Social Activism and Gender at Joel Osteen's Church: Part 2 of an Interview with Phil Sinitiere

Karen Johnson

Phil Sinitiere recently published Salvation with a Smile: Joel Osteen, Lakewood Church, and American Christianity. With 40,000 attenders each weekend, Lakewood is America's largest mega church, and its pastor's reach extends well beyond the weekend service, with best-selling books, podcasts, and sermons on satellite radio and cable television.  Phil argues that if we want to understand American evangelicalism today, we must account for Osteen and Lakewood Church. Last month I posted the first part of an interview Phil and I conducted that discussed race and class at Lakewood (for Arlene's interview with Phil, go here).  This month, I'm posting the second part of the interview, which addresses social change and gender at Lakewood.

KJ: Joel Osteen preaches a message of personal transformation and second chances.  How is it typical of American evangelicalism?  How is it different?  I was also surprised that despite the individualistic nature of Osteen's message, members of his congregation are working to fight human trafficking and participating in marches for social justice.  How did that happen?

PS: Osteen’s message of second chances connects to the history of Pentecostalism and the myth of American identity that promises the possibility of remaking oneself. At the same time, the idea of a spiritual second chance—if I can term it that way—is perennially Christian as well. My interest in the book does not consider this question in a theological perspective; rather I explore the historical roots and cultural meaning of Osteen’s prosperity gospel. Rooted in 19th century New Thought as Kate Bowler’s Blessed expertly documents, as the prosperity gospel intersected with Pentecostalism and later neopentecostal the message of starting over resonated culturally in the U.S. and gave the movement wider resonance. At Lakewood, and especially the context of Houston that some journalists and observers have described as a second chance city, the discourse of a spiritual makeover became extraordinarily popular. 

Furthermore, in our age of so-called reality television, where shows script both tension and transformation (here think of shows like Extreme Makeover: Home Edition, Biggest Loser, Love It or List It, Fixer Upper, etc.), the idea of remaking oneself through remaking one’s body or one’s earthly above has deep cultural meaning. In the book I use the work of psychologist Dan McAdams in The Redemptive Self and the ethnographer Omri Elisha’s research in Moral Ambition to explain how Lakewood’s message of second chances both traffics in extreme religious individualism while it simultaneously inspires religious rationales for social outreach.

KJ: You spend significant time in the book exploring other leaders at Lakewood beside Joel Osteen and his father, John.  Many of those ministers are women.  How does gender function in the leadership at Lakewood, and in what context should we situate Lakewood's gender dynamics?

PS: I’m very glad you asked the question, Karen. It is part of the larger topic of prosperity gospel women, a topic Kate Bowler is now working on, along with the work of scholars like Scott Billingsley and others. As I point out in the book, while Lakewood is no doubt about the smiling preacher, Lakewood is also so much more than Joel Osteen. 

Since its founding, Lakewood has approached male and female leadership as shared labor. I point out in the book how Joel’s spouse Victoria Osteen speaks to this dynamic very specifically, yet maintains her own focus in terms of support for children’s literacy and women’s middle-class, bourgeois empowerment. Notably, Victoria featured this line of thinking in her 2008 book Love Your Life. Victoria’s power of submission at Lakewood, to invoke Marie Griffith’s concept, has created her own teaching platform that she has used to authorize a message by, for, and about women. Dodie Osteen, John Osteen’s widow, worked as a ministerial co-partner with John through a prominent place as a co-host of the John Osteen show and functioned as a co-pastor in Lakewood’s services by offering personal stories of transformation to legitimate the church’s prosperity message. Dodie’s brand new memoir, If My Heart Could Talk, works as a promotional book even as it unveils some of Lakewood’s history in this regard. 

Lisa Osteen Comes, Joel Osteen’s sister, is also a major figure at Lakewood who began as a minister under her father John and continues to preach weekly to the congregation. Her teachings deploy the discourse of destiny, and like her father John, Lisa routinely emphasizes neopentecostal experiences such as speaking in tongues and divine healing. While each of Lakewood’s female ministers don’t overlook discussions of domestic tranquility, they also operate in the church’s organizational structure as empowered co-equals with male pastors.


KJ: Thanks, Phil, for talking with us more about Salvation with a Smile.  I look forward to your next project on James Baldwin, and your continued work on the cultural history of the prosperity gospel and American televangelism.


— AIM OF THE EXERCISE —
Whenever a line below includes the string "Congress", show it.

▬▬▬▬▬▬

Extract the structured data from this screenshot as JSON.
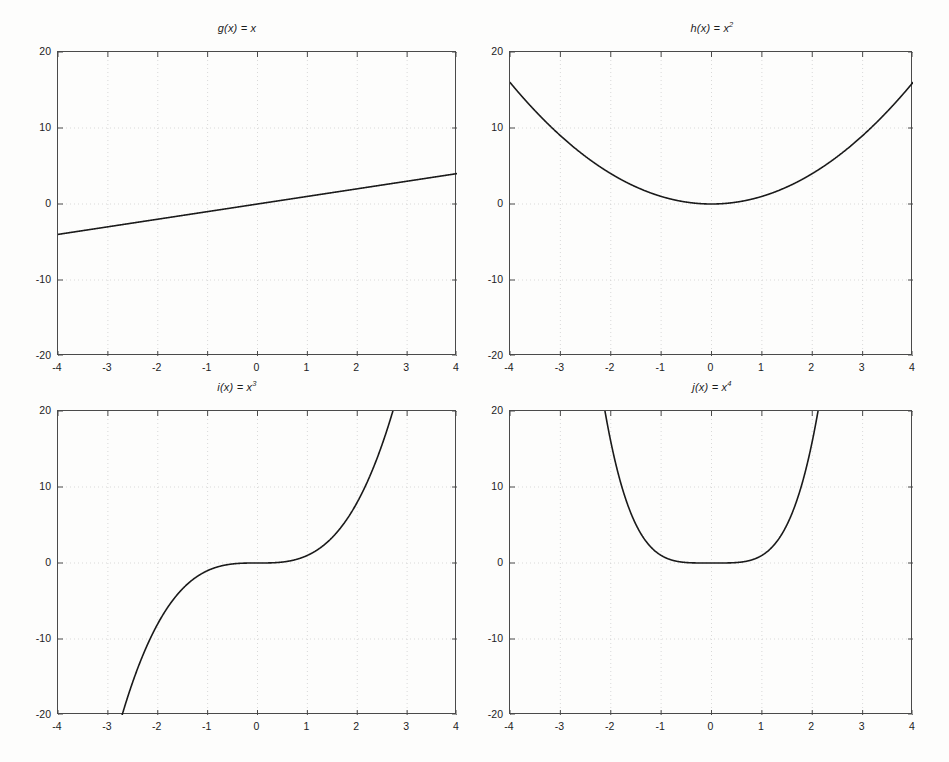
{
  "figure": {
    "width": 949,
    "height": 762,
    "background_color": "#fdfdfc",
    "axis_color": "#4a4a4a",
    "grid_color": "#c8c8c8",
    "curve_color": "#1a1a1a",
    "rows": 2,
    "cols": 2
  },
  "chart_data": [
    {
      "type": "line",
      "id": "g",
      "title": "g(x) = x",
      "title_base": "g(x) = x",
      "title_exponent": "",
      "expression": "x",
      "xlabel": "",
      "ylabel": "",
      "xlim": [
        -4,
        4
      ],
      "ylim": [
        -20,
        20
      ],
      "xticks": [
        -4,
        -3,
        -2,
        -1,
        0,
        1,
        2,
        3,
        4
      ],
      "yticks": [
        -20,
        -10,
        0,
        10,
        20
      ],
      "xticklabels": [
        "-4",
        "-3",
        "-2",
        "-1",
        "0",
        "1",
        "2",
        "3",
        "4"
      ],
      "yticklabels": [
        "-20",
        "-10",
        "0",
        "10",
        "20"
      ],
      "grid": true,
      "legend": "none",
      "x": [
        -4,
        -3.5,
        -3,
        -2.5,
        -2,
        -1.5,
        -1,
        -0.5,
        0,
        0.5,
        1,
        1.5,
        2,
        2.5,
        3,
        3.5,
        4
      ],
      "values": [
        -4,
        -3.5,
        -3,
        -2.5,
        -2,
        -1.5,
        -1,
        -0.5,
        0,
        0.5,
        1,
        1.5,
        2,
        2.5,
        3,
        3.5,
        4
      ]
    },
    {
      "type": "line",
      "id": "h",
      "title": "h(x) = x2",
      "title_base": "h(x) = x",
      "title_exponent": "2",
      "expression": "x^2",
      "xlabel": "",
      "ylabel": "",
      "xlim": [
        -4,
        4
      ],
      "ylim": [
        -20,
        20
      ],
      "xticks": [
        -4,
        -3,
        -2,
        -1,
        0,
        1,
        2,
        3,
        4
      ],
      "yticks": [
        -20,
        -10,
        0,
        10,
        20
      ],
      "xticklabels": [
        "-4",
        "-3",
        "-2",
        "-1",
        "0",
        "1",
        "2",
        "3",
        "4"
      ],
      "yticklabels": [
        "-20",
        "-10",
        "0",
        "10",
        "20"
      ],
      "grid": true,
      "legend": "none",
      "x": [
        -4,
        -3.5,
        -3,
        -2.5,
        -2,
        -1.5,
        -1,
        -0.5,
        0,
        0.5,
        1,
        1.5,
        2,
        2.5,
        3,
        3.5,
        4
      ],
      "values": [
        16,
        12.25,
        9,
        6.25,
        4,
        2.25,
        1,
        0.25,
        0,
        0.25,
        1,
        2.25,
        4,
        6.25,
        9,
        12.25,
        16
      ]
    },
    {
      "type": "line",
      "id": "i",
      "title": "i(x) = x3",
      "title_base": "i(x) = x",
      "title_exponent": "3",
      "expression": "x^3",
      "xlabel": "",
      "ylabel": "",
      "xlim": [
        -4,
        4
      ],
      "ylim": [
        -20,
        20
      ],
      "xticks": [
        -4,
        -3,
        -2,
        -1,
        0,
        1,
        2,
        3,
        4
      ],
      "yticks": [
        -20,
        -10,
        0,
        10,
        20
      ],
      "xticklabels": [
        "-4",
        "-3",
        "-2",
        "-1",
        "0",
        "1",
        "2",
        "3",
        "4"
      ],
      "yticklabels": [
        "-20",
        "-10",
        "0",
        "10",
        "20"
      ],
      "grid": true,
      "legend": "none",
      "clipped_at": [
        -2.714,
        2.714
      ],
      "x": [
        -4,
        -3.5,
        -3,
        -2.5,
        -2,
        -1.5,
        -1,
        -0.5,
        0,
        0.5,
        1,
        1.5,
        2,
        2.5,
        3,
        3.5,
        4
      ],
      "values": [
        -64,
        -42.875,
        -27,
        -15.625,
        -8,
        -3.375,
        -1,
        -0.125,
        0,
        0.125,
        1,
        3.375,
        8,
        15.625,
        27,
        42.875,
        64
      ]
    },
    {
      "type": "line",
      "id": "j",
      "title": "j(x) = x4",
      "title_base": "j(x) = x",
      "title_exponent": "4",
      "expression": "x^4",
      "xlabel": "",
      "ylabel": "",
      "xlim": [
        -4,
        4
      ],
      "ylim": [
        -20,
        20
      ],
      "xticks": [
        -4,
        -3,
        -2,
        -1,
        0,
        1,
        2,
        3,
        4
      ],
      "yticks": [
        -20,
        -10,
        0,
        10,
        20
      ],
      "xticklabels": [
        "-4",
        "-3",
        "-2",
        "-1",
        "0",
        "1",
        "2",
        "3",
        "4"
      ],
      "yticklabels": [
        "-20",
        "-10",
        "0",
        "10",
        "20"
      ],
      "grid": true,
      "legend": "none",
      "clipped_at": [
        -2.115,
        2.115
      ],
      "x": [
        -4,
        -3.5,
        -3,
        -2.5,
        -2,
        -1.5,
        -1,
        -0.5,
        0,
        0.5,
        1,
        1.5,
        2,
        2.5,
        3,
        3.5,
        4
      ],
      "values": [
        256,
        150.0625,
        81,
        39.0625,
        16,
        5.0625,
        1,
        0.0625,
        0,
        0.0625,
        1,
        5.0625,
        16,
        39.0625,
        81,
        150.0625,
        256
      ]
    }
  ]
}
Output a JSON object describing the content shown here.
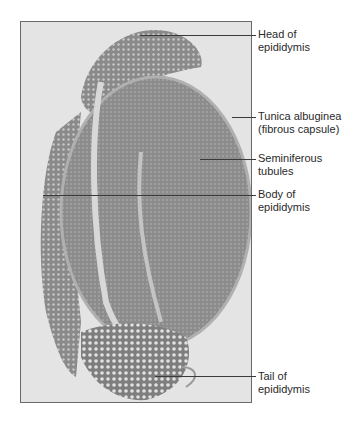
{
  "figure": {
    "labels": [
      {
        "id": "head",
        "line1": "Head of",
        "line2": "epididymis",
        "y": 34,
        "line_from_x": 140
      },
      {
        "id": "tunica",
        "line1": "Tunica albuginea",
        "line2": "(fibrous capsule)",
        "y": 116,
        "line_from_x": 230
      },
      {
        "id": "seminiferous",
        "line1": "Seminiferous",
        "line2": "tubules",
        "y": 158,
        "line_from_x": 200
      },
      {
        "id": "body",
        "line1": "Body of",
        "line2": "epididymis",
        "y": 193,
        "line_from_x": 43
      },
      {
        "id": "tail",
        "line1": "Tail of",
        "line2": "epididymis",
        "y": 376,
        "line_from_x": 155
      }
    ]
  }
}
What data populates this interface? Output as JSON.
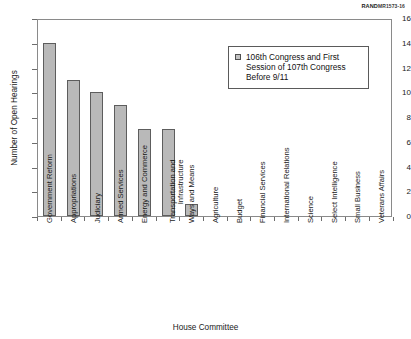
{
  "source_credit": {
    "brand": "RAND",
    "id": "MR1573-16"
  },
  "chart_data": {
    "type": "bar",
    "title": "",
    "xlabel": "House Committee",
    "ylabel": "Number of Open Hearings",
    "ylim": [
      0,
      16
    ],
    "ytick_step": 2,
    "ytick_labels": [
      "0",
      "2",
      "4",
      "6",
      "8",
      "10",
      "12",
      "14",
      "16"
    ],
    "grid": false,
    "legend_position": "upper-right-inside",
    "legend": [
      {
        "label": "106th Congress and First Session of 107th Congress Before 9/11",
        "line1": "106th Congress and First",
        "line2": "Session of 107th Congress",
        "line3": "Before 9/11",
        "swatch_color": "#c2c2c2"
      }
    ],
    "bar_color": "#b9b9b9",
    "bar_edge_color": "#5d5d5d",
    "categories": [
      "Government Reform",
      "Appropriations",
      "Judiciary",
      "Armed Services",
      "Energy and Commerce",
      "Transportation and Infrastructure",
      "Ways and Means",
      "Agriculture",
      "Budget",
      "Financial Services",
      "International Relations",
      "Science",
      "Select Intelligence",
      "Small Business",
      "Veterans Affairs"
    ],
    "category_lines": [
      [
        "Government Reform"
      ],
      [
        "Appropriations"
      ],
      [
        "Judiciary"
      ],
      [
        "Armed Services"
      ],
      [
        "Energy and Commerce"
      ],
      [
        "Transportation and",
        "Infrastructure"
      ],
      [
        "Ways and Means"
      ],
      [
        "Agriculture"
      ],
      [
        "Budget"
      ],
      [
        "Financial Services"
      ],
      [
        "International Relations"
      ],
      [
        "Science"
      ],
      [
        "Select Intelligence"
      ],
      [
        "Small Business"
      ],
      [
        "Veterans Affairs"
      ]
    ],
    "values": [
      14,
      11,
      10,
      9,
      7,
      7,
      1,
      0,
      0,
      0,
      0,
      0,
      0,
      0,
      0
    ]
  }
}
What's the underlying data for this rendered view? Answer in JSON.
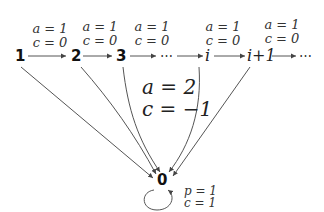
{
  "diagram": {
    "nodes": {
      "n1": "1",
      "n2": "2",
      "n3": "3",
      "ellipsis_mid": "⋯",
      "ni": "i",
      "ni1": "i+1",
      "ellipsis_end": "⋯",
      "n0": "0"
    },
    "edge_labels": {
      "e12": {
        "a": "a = 1",
        "c": "c = 0"
      },
      "e23": {
        "a": "a = 1",
        "c": "c = 0"
      },
      "e3dots": {
        "a": "a = 1",
        "c": "c = 0"
      },
      "edots_i": {
        "a": "a = 1",
        "c": "c = 0"
      },
      "ei_i1": {
        "a": "a = 1",
        "c": "c = 0"
      },
      "to_zero": {
        "a": "a = 2",
        "c": "c = −1"
      },
      "self_loop": {
        "p": "p = 1",
        "c": "c = 1"
      }
    },
    "colors": {
      "edge": "#555555",
      "text": "#222222"
    }
  }
}
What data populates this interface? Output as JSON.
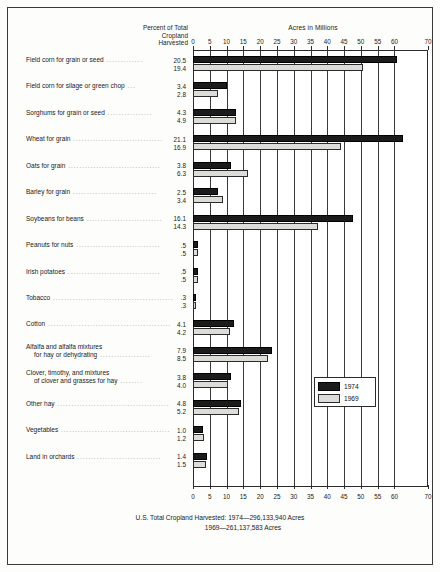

▬▬▬▬▬▬

— FINISHED EXERCISE —
        "label": "106th Congress and First Session of 107th Congress Before 9/11",
        "line1": "106th Congress and First",
        "line2": "Session of 107th Congress",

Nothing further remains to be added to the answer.